One of our consistent challenges is that we only ever see part of the process and impact on our customers of what we do as an IT and Telco provider. We become blinkered by our own view of the process, and don’t keep the “full” picture in our own minds. Journey Mapping provides us with a tool to actually step back and consider all the aspects of the process, and then also gives us the tools to think about how we can transform the experience to be a better one.

A key danger I can see in this process is to only focus on the negative aspects of our interactions and customer experiences. It’s easy to pick up problem and pain points and then try to map journeys and change around these negative processes. But it’s not just about that – it’s also about looking at where you do things well, and what you can learn from those positive experiences. One of my favourite examples today was of a person who recognised that their business needed to change as a result of positive growth. The team who saw this need mapped the process that business manager needed to think through to ultimately help them scale up and out.

At the heart of it – Journey Mapping is about looking at where you can transform experiences to be even better, smoother and simpler – regardless of the input basis. As you remove friction and pain points, it proves to be a really powerful tool.

What have I learnt?

I’m going to be the first to admit that we do sometimes miss the mark on what our customers want and need. I’ve wanted to understand why this is the case, and how we can break through so that we can be what our customers expect and need. The tools we’ve picked developed over the last two days will hopefully help us transform our mindset to be able to deliver better solutions.

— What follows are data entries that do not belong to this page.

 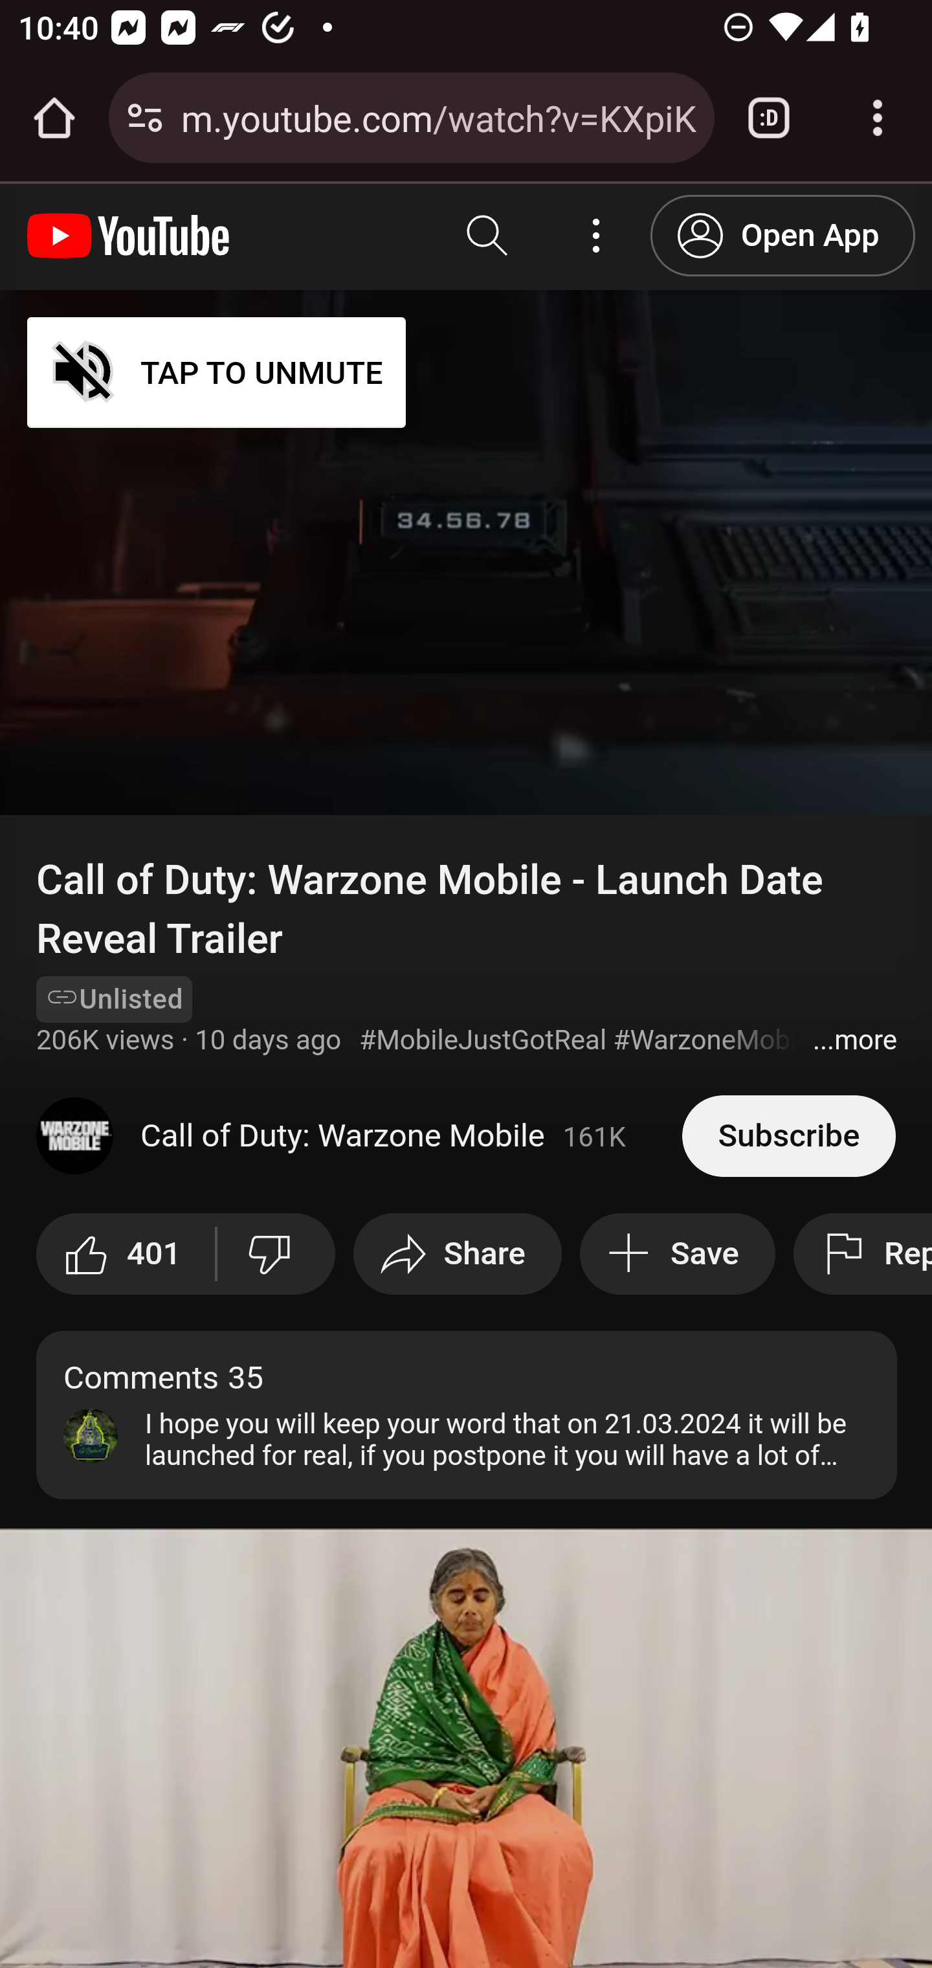 What do you see at coordinates (457, 1255) in the screenshot?
I see `Share` at bounding box center [457, 1255].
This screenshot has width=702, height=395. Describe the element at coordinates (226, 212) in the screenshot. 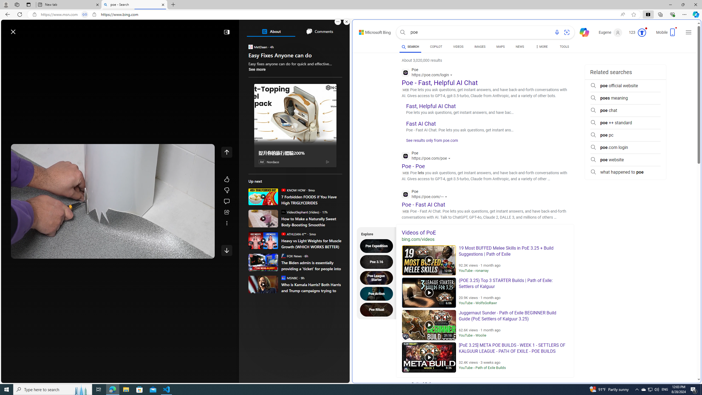

I see `Share this story` at that location.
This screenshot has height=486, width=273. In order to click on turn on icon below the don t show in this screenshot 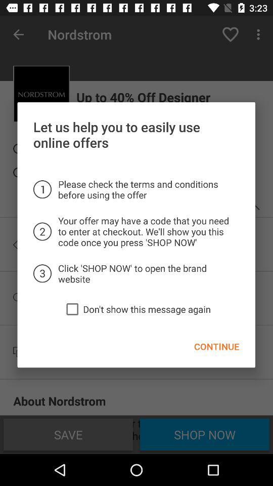, I will do `click(217, 346)`.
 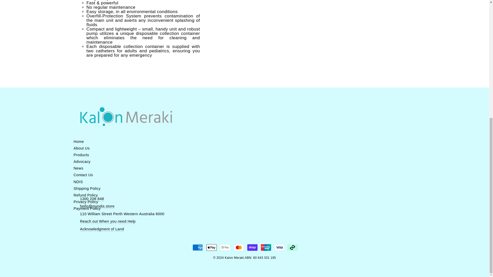 I want to click on Mastercard, so click(x=239, y=248).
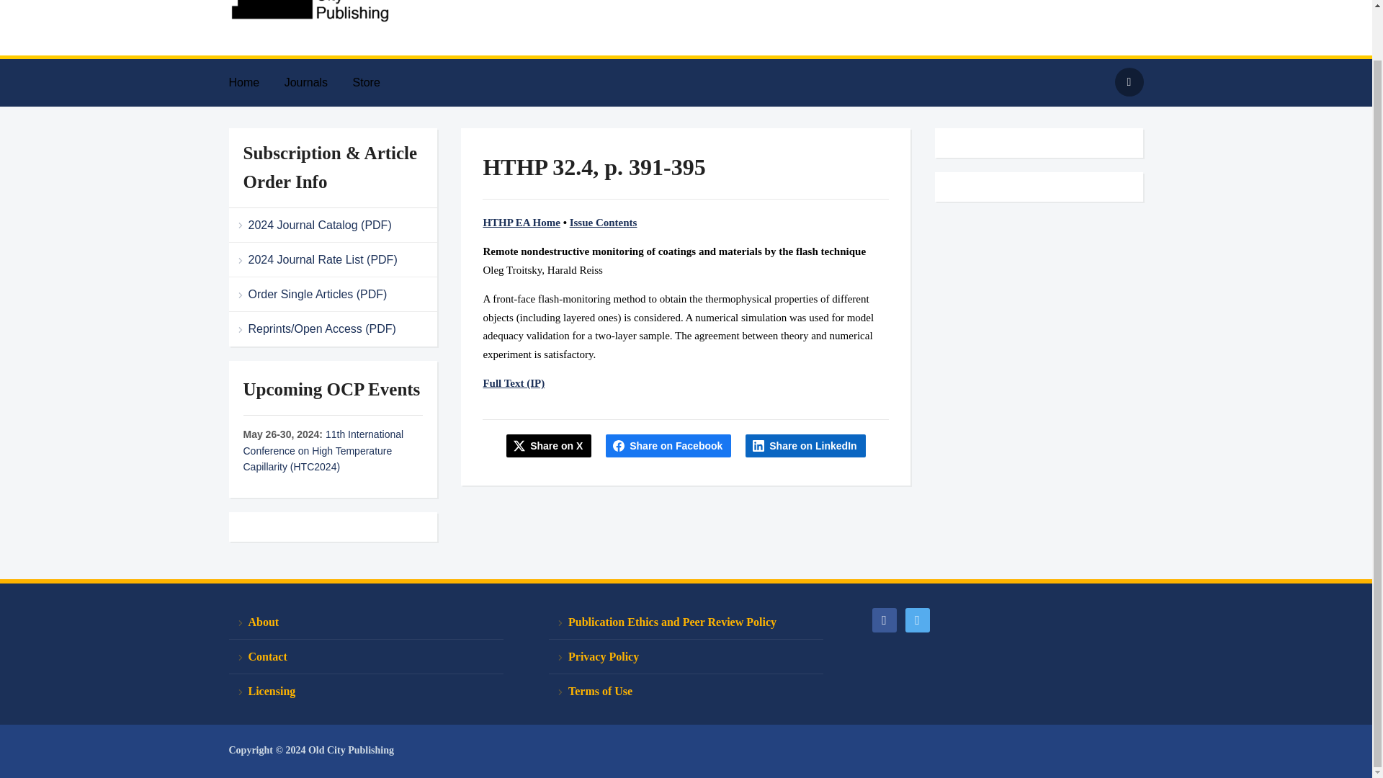 Image resolution: width=1383 pixels, height=778 pixels. Describe the element at coordinates (377, 82) in the screenshot. I see `Store` at that location.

But more than that – we want to excel beyond the things we already do. We want to give our customers the best, most enjoyable IT experience. We want to do more than just talk about being human centric, we actually want to make sure that we are constantly giving them what they need in every aspect of their jobs.

I think this is really exciting – because as we continue to develop, improve and change, we’ll do an even better job of meeting expectations and really helping all of our customers, partners and suppliers to do a better job of meeting their customer needs and expectations.

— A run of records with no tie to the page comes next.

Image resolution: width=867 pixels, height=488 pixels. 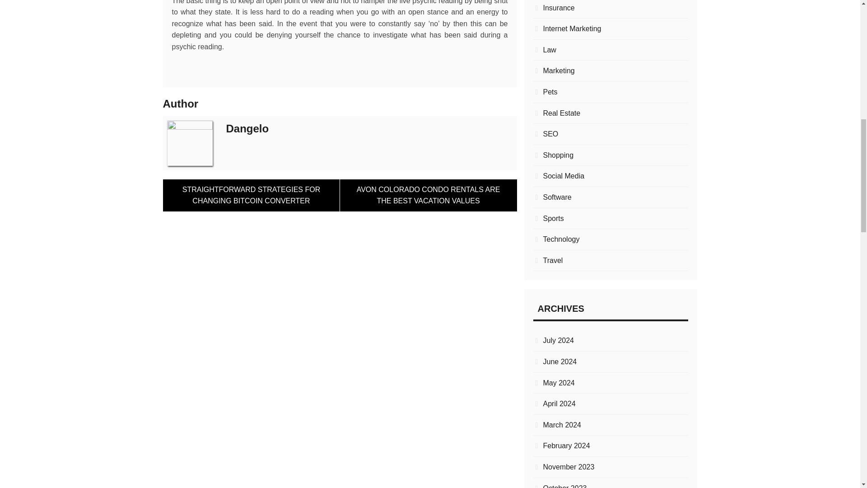 What do you see at coordinates (611, 50) in the screenshot?
I see `Law` at bounding box center [611, 50].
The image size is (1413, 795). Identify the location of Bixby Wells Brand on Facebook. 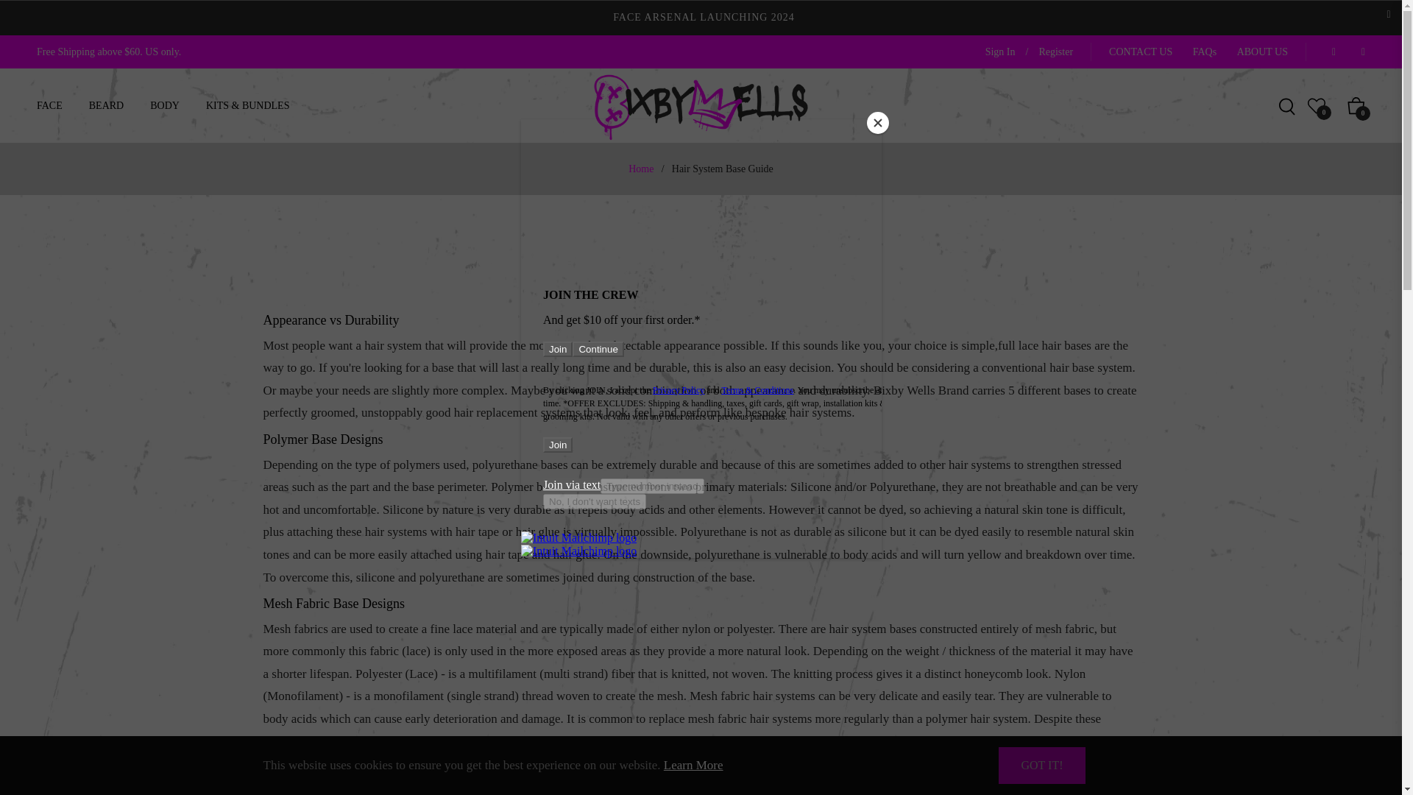
(1329, 52).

So what does improving customer experiences mean?

For a long time, I’ve held the view that IT is an amazing force for positive change in an organisational environment. Technologies such as cloud computing, increased mobility, and IoT are really demonstrating the power for these things to work out in practice. The last two days have really highlighted to me that despite this potential, there is still a real gap in the understanding of what these things are and how we can effectively apply them.

To take this to the next step – we want ever customer interaction to be a stellar customer experience. Many of our customers do talk about the stellar experiences they have – but we want every customer to feel that way. I want to teach our team to apply these principles (empathy, understanding our customers journey, and then delivering organisational change) to every interaction they have, and over time to see every experience be described as stellar.

Streamlining what we do, removing points of friction, reducing the technical barriers, improving product reliability, improving communication – all of these things make a difference to how our customers will experience their interactions with us – and things that I’m convinced that I want to see us achieve.

But at the end of the day, these are just words – and the proof will be when we deliver real change.

2 thoughts on “Empathically Walking the Customer Journey

  1. Andrew, What a great post.

    I am so pleased to see you are already building upon your past successes and introducing additional thinking and concepts into how you achieve stellar customer experiences.

    Its very fulfilling to see people take away learnings from a course that I have designed. I agree the video is a really powerful way to understand empathy.

    Thanks for post and the great contribution you made on the course.